15 Reasons Cousins Make The Best Friends
Family parties are infinitely more entertaining when you have a group of you that can retreat from the holiday madness and just hang out and/or observe your hilarious relatives who never fail to live up to their dysfunctional reputations.
By Kate Bailey
1. You act more like siblings than cousins, and more like best friends than siblings.
2. Family parties are infinitely more entertaining when you have a group of you who retreat from the holiday madness and just hang out and/or observe your hilarious relatives who never fail to live up to their dysfunctional reputations.
3. They understand the ins and outs of said dysfunctional family from which you all come, and you either have the exact same opinions on who is crazy and who is not or it’s your parents who are accusing one another of insanity in which case you avoid the issue altogether.
4. They know just how good your grandmother’s food is, and appreciate it with the kind of passion you expect everybody to.
5. They lost grandparents when you did, got baby cousins when you did, dealt with one family crisis after another all at the same time you did. They were the ones there celebrating with you at your highs and mourning with you at your lows. From that comes an unprecedented kind of companionship.
6. You’re distant enough that if you didn’t want to spend so much time together, you wouldn’t have to. But you choose to, and that’s what’s most important about your relationship.
7. There are ceaseless mentions of inside jokes and old memories from the vacations you took to birthday parties you attended and boyfriends/girlfriends you introduced to the family at the holidays so awkwardly for all those years.
8. Every one of you secretly believe they’re your grandparents’ favorite. That, or the favorite is undeniably obvious but everyone kind of accepts it because whatever, be the Kim Kardashian of the cousin brigade.
9. The age gap works in 10-year increments. The 20-somethings stick together, the teens stick together, the kids stick together.
10. Though there’s always that one younger kid who fits in with the older ones and everybody is somehow okay with it.
11. Because kidding aside, age couldn’t matter less.
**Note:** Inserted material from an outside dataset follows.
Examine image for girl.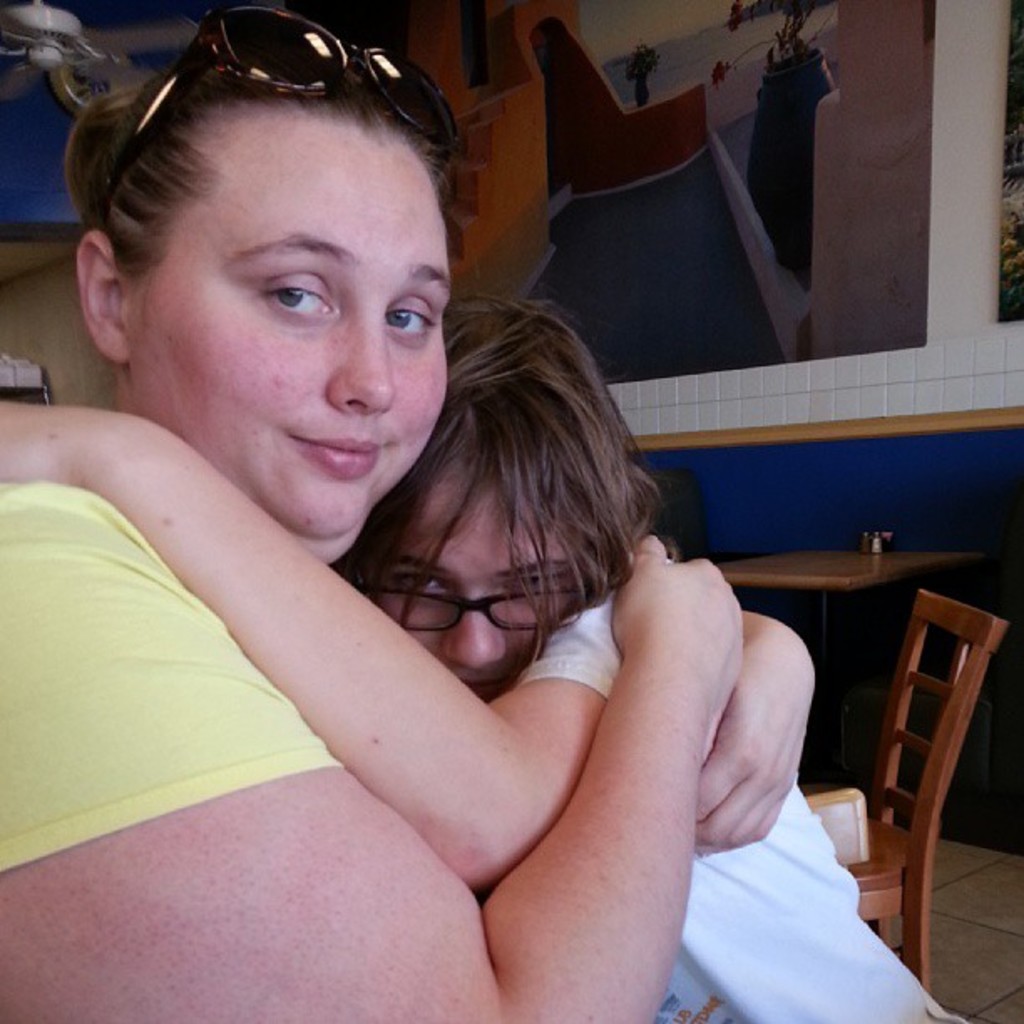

12. You spent your childhoods with them, at their houses, with their parents as your seconds, playing comfortably in the presence of family but wildly in the company of kids who just get you. You would argue over toys and petty things like siblings because you knew at the end of the day, you weren’t going anywhere.
13. You know all about your respective parents’ drama with one another, and you usually just sit back and enjoy the show. Alternatively: you keep each other filled in on what’s going on with the aunt and uncle who are “going through a rough time right now.” Family drama is the best drama, but only when you’re the one gawking at it.
14. They were your first best friends. The rare kind of friends who remain close to you for so many years. You once would speak about your weddings and children and jobs and careers and would talk about how the girls would be each other’s bridesmaids and your kids would play together all the time, and now that the time is slowly creeping up on you, you wish you could go back to just playing in your grandparent’s basement with your new holiday gifts.
15. Because you’re more than just friends. You’re blood. The ties that bind you are deep, the pride and loyalty you have for your family fierce. A friend is someone who will be there for you when you call, a cousin is someone who will show up anyway because there’s food.